This text, divided into two parts, presents an essay by Mª Ángeles García-Carpintero, an alumna of ISEP’s Master’s in Speech Therapy. The essay can be consulted and downloaded for free. To do so, simply follow this link: ‘The language of mothers. Transmitted and shared language’.
The language
The language that names the world and its things, that allows us to know and re-know ourselves, and through which we understand, express ourselves, and relate to others, shaping our very being in the world, is not our instrument; we do not possess it. It constitutes us; through it, we are.
This reflection, based on the reading of Heidegger, is the melody upon which “The language of mothers“ develops, something that makes much more sense when applied to that felt language with which mothers help us to be.
Language can be maintained from our beginnings in life until the end, even if there is no verbal language, as occurs in neurodegenerative diseases. It is deeper than words, silences, glances, gestures, and touches; it is a melody that is heard and expressed, even without the possibility of using the senses, with the beating of the heart, in the churning of our insides, in our breathing…
The voice is an aspect that shapes our “being in the world.” From the silence from which we come, we recognize the mother’s voice, along with other familiar voices. We listen to the song with which they lull and care for us, or the harmonious and dissonant voices we will gather on our journey, and with which we build our identity and manage to speak with our own modulated voice, a voice that will join others and resonate in others.
We speak based on listening. We teach to speak based on listening. This is what mothers of all times and cultures have done and do; it is what all of us must continue to do: family members, educators, neighbors…
The educational process
To educate is to gather the melodies of those we attend to and return them, harmonizing the ‘I’ and the ‘you,’ the self and the ‘we,’ allowing Meaning to flow between our senses, thoughts, and feelings, helping to give new forms to what is received and transmitted.
We are born with an internal language device, a human genetic potential, the result of the cultural heritage we have been receiving, which will need to mature in a conducive environment through the powerful stimuli of bonding, relationship, and listening.
The importance of protecting this innate device that starts in the maternal womb and optimizing the appropriate spaces and times for these initial stimuli to occur harmoniously has not been sufficiently considered, having been relegated to the domestic sphere and, therefore, to that of women.
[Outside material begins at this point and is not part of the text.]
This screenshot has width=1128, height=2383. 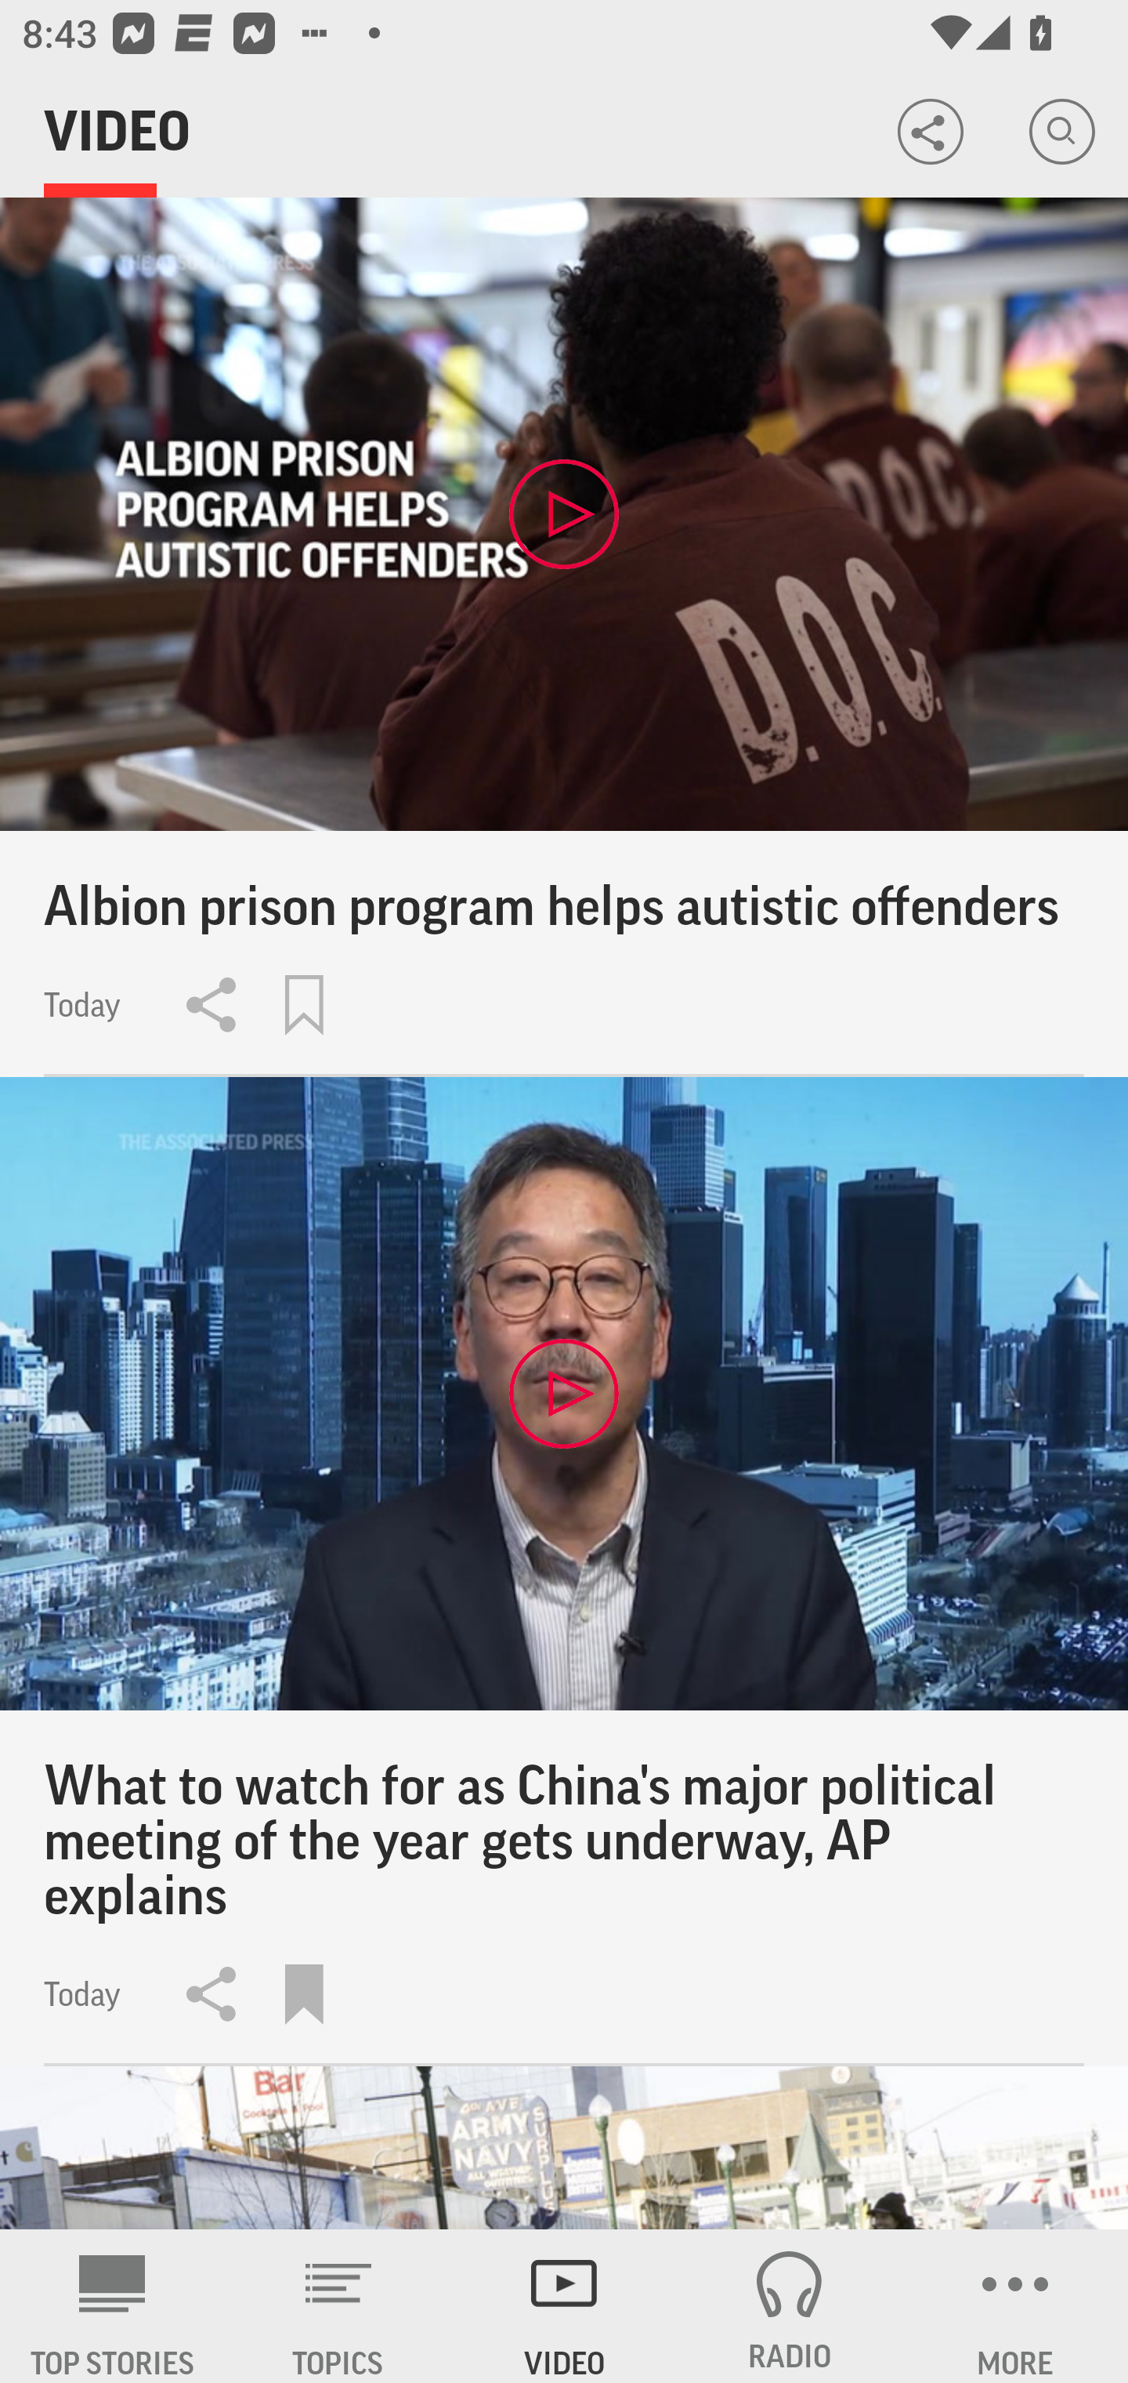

We observe a setback in the ability to think, to value, and to establish favorable relationships in the properly human activities we perform through language, which are key to facing the life situations we all go through, to discerning what is correct and choosing the best, to readapting and projecting ourselves.
Is this setback not due to the deterioration of bonds with our mothers and families? Should resources not be allocated to strengthen parenting time? The necessary and already unstoppable participation of women in public life should imply that these aspects are considered and enabled in gender equality.
Following the different linguistic theories along with philosophical and psychological explanations about the being-in-language that we are and about the evolutionary development of language, I emphasize the value of the activities that mothers have traditionally developed and continue to develop in the mother-child relationship.
I try to show the importance of continuing to nurture this initial relationship that enables language and subsequent effective reading learning, without prejudice to it being done in gender equality and diversity of options.
Underlying this guiding thread is a deep substratum: the relationship with my mother, who suffered from Alzheimer’s disease for many of her last years, until the end when she left this world having lost everything, everything except the relationship that I was able to maintain with her through the “language of mothers.”
Although I explain different theories of language, I do not intend to create an amalgamation between all of them. Nothing can be better than direct reading. The different theories provide diverse perspectives for contemplating and analyzing what we do when we transmit and share language.